Two senior housing advocacy groups are joining forces in the hope of establishing a new model of senior housing that could be replicated throughout the city’s most vulnerable communities.
The $33 million development by The Renaissance Collaborative and Housing Opportunities and Maintenance for the Elderly (H.O.M.E.) aims to bring an affordable, six-story, 71-unit apartment building to Washington Park that would be built on three longtime vacant lots.
The development would bring a model of “intergenerational housing” — a concept rooted in the belief that seniors shouldn’t be put out to pasture to live separately from younger generations, the organizations said.
Gail Schechter, executive director of HOME, said people of all ages should be able to live communally and benefit from each other’s lived experiences.
“We have to answer an important question, and it is why do we create any kind of segregated housing?” Schechter said. “Unfortunately, seniors — especially low-income seniors — tend to be pushed into these institutional environments all by themselves and are often forgotten about.”
The Abrams Intergenerational Village would be located in the 5300 block of South Calumet Avenue across the street from The Renaissance Collaborative’s existing senior village building, which rents to low-income seniors.
Pat Abrams, executive director of The Renaissance Collaborative, said she has fought for nearly two decades to support housing for multi-generational families, specifically households where grandparents are raising grandchildren.
Abrams said she envisions the block and the new housing development as being a community of grandparents, grandchildren and independent seniors that can grow together in a thriving and safe environment.
“Most people in Chicago are living in an intergenerational housing setting, meaning we are already living in an integrated housing model,” Abrams said. “Just the way we approach housing hasn’t met the demand and need out there.”
The Illinois Department of Aging estimates there are more than 220,000 children under the age of 18 living in grandparent-headed households in the state. Over 100,000 grandparents care for their grandchildren, the department said.

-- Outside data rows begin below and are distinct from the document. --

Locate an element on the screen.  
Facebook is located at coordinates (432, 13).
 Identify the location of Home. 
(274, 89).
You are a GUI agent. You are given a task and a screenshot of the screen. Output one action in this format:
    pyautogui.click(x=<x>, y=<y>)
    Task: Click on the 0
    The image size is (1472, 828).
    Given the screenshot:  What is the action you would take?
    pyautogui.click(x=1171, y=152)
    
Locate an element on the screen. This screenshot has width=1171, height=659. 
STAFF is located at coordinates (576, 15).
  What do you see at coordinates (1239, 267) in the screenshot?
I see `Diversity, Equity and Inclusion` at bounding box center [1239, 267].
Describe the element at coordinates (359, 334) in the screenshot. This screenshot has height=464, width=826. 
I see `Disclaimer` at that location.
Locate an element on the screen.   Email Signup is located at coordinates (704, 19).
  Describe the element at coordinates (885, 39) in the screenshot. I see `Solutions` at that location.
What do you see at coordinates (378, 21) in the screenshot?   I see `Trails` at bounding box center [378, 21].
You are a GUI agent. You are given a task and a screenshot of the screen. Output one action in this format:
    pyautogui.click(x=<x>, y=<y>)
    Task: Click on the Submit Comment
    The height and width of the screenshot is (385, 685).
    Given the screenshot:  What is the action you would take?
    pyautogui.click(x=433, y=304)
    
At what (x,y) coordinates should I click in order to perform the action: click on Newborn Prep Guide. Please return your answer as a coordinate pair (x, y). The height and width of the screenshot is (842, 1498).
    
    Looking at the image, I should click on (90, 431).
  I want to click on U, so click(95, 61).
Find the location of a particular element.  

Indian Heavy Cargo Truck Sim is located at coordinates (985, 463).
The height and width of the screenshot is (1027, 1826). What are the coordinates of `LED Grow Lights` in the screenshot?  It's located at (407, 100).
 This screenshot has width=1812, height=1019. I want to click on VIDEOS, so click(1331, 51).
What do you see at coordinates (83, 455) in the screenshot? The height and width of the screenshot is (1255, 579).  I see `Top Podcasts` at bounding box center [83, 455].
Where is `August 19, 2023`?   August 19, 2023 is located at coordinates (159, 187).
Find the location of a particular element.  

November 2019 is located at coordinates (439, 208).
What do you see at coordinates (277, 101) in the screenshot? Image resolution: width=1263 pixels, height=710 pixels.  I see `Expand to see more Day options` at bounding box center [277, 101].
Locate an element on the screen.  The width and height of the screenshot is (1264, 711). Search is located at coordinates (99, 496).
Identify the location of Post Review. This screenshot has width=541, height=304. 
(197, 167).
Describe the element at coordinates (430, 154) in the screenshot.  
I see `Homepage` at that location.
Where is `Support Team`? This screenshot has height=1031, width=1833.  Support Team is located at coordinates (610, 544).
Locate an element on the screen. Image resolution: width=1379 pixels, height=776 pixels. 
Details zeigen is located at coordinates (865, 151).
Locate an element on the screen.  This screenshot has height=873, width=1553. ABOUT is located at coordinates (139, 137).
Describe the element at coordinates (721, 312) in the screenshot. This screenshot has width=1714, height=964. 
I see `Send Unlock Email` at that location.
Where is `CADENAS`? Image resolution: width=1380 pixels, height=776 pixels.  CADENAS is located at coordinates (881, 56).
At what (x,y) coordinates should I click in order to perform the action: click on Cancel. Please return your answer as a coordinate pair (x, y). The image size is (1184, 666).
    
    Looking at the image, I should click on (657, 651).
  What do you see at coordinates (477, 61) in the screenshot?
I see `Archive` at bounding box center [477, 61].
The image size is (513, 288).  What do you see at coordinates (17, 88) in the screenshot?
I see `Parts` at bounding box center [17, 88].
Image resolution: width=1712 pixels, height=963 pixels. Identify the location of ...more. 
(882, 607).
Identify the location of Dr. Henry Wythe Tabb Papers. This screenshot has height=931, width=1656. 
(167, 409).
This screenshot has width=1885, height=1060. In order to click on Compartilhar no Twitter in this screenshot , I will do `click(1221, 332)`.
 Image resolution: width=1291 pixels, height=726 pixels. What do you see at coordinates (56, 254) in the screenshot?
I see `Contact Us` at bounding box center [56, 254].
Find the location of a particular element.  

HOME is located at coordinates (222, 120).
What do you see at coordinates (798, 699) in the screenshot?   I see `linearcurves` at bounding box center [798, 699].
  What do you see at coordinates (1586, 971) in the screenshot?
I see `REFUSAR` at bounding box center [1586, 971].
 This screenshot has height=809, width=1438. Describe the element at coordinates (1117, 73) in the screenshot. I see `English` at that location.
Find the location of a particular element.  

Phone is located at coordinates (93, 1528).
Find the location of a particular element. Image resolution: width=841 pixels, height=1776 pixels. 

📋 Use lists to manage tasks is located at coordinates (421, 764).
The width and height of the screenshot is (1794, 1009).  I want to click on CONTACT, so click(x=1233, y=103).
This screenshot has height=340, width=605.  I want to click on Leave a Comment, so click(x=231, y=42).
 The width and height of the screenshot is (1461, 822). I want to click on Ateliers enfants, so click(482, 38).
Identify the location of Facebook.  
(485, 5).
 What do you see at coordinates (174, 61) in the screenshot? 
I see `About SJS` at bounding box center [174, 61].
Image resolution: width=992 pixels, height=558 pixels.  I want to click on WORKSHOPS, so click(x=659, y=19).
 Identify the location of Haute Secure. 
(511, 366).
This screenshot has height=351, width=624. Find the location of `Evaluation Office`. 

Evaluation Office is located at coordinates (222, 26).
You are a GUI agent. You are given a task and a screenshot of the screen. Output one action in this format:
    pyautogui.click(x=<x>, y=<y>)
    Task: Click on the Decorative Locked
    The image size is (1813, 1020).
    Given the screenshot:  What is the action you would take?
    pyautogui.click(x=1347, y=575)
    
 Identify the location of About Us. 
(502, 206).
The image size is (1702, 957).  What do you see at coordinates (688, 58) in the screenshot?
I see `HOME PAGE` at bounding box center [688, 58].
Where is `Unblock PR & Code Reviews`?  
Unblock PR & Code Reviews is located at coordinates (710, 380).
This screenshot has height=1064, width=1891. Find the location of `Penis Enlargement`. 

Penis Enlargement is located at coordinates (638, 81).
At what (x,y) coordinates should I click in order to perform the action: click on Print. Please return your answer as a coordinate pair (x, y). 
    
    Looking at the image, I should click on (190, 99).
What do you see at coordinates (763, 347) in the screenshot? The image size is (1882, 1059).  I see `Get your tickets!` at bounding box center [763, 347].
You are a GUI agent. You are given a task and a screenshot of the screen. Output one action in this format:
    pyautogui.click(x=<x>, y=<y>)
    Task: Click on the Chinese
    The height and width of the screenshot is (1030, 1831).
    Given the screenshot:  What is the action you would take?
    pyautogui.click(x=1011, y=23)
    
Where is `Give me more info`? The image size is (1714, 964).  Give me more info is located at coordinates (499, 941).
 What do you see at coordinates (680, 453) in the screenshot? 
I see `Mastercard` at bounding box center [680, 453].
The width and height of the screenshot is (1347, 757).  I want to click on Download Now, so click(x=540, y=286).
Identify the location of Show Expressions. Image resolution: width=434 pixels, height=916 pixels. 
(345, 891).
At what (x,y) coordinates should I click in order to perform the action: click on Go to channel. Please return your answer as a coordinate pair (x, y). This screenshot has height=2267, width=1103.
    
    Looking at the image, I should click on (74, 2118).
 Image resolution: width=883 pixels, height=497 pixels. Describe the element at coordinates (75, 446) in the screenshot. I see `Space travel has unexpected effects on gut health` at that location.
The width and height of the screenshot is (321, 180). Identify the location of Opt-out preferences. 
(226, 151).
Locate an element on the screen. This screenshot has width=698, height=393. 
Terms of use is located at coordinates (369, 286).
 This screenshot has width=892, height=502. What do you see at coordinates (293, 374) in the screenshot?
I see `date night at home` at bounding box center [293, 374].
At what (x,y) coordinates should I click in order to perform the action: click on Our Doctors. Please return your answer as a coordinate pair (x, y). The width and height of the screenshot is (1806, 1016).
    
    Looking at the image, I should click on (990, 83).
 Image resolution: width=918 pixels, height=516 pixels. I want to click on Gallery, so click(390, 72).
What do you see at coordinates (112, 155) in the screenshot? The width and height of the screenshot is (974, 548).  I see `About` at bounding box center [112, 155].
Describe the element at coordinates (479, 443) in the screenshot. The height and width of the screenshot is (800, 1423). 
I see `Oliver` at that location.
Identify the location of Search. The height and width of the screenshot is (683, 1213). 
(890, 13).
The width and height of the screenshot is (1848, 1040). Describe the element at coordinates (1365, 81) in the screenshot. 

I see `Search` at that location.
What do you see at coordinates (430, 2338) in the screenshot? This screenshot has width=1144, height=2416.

The new development envisions space for 12 low-income seniors to live on a dedicated floor. Each senior would live in their own studio apartment, with shared spaces for communal dining and activities.
The building will also look to help six college students between 18 and 24 years old who are experiencing homelessness and give them a studio apartment. In return, those students would provide “light assistance” to the seniors.
“Our model is communal living where about 12 seniors share meals and activities together,” Gail said. “They will eat together, live together and even have young adults living and working in the building, too.”
Another 21 apartments will be set aside for “grandfamilies,” in which grandparents, aged 55 and older, are raising their grandchildren. They would be scattered throughout the building in two- and three-bedroom apartments.
The rest of the units would provide housing for 32 seniors to live in private studio or two-bedroom apartments.
A community room is planned for the ground floor, which would also feature an easily accessible garden and play areas. A fitness area, library and computer room would also be available to everyone, and there would be an on-site social worker to provide services to children and seniors.
Moody Nolan, one of the nation’s largest Black-owned architecture firms, was enlisted to design Abrams Intergenerational Village. It will be majority owned by the The Renaissance Collaborative, and HOME will have some co-ownership powers.
The project is still searching for full funding from the state and the U.S. Department of Housing and Urban Development, but both groups are confident it will be approved sometime this year.
“I really have been struck by this whole journey since the need for this model is very visible, but there is a silo for funding which continues the same cycle,” Abrams said.
Schechter said the funding and finance system hasn’t kept pace with societal changes to how households look in today’s society.
“They understand that there is a need for senior housing or affordable housing but not projects that try to do both,” Schechter said. “They don’t understand multi-generational housing and how communal living is so important.”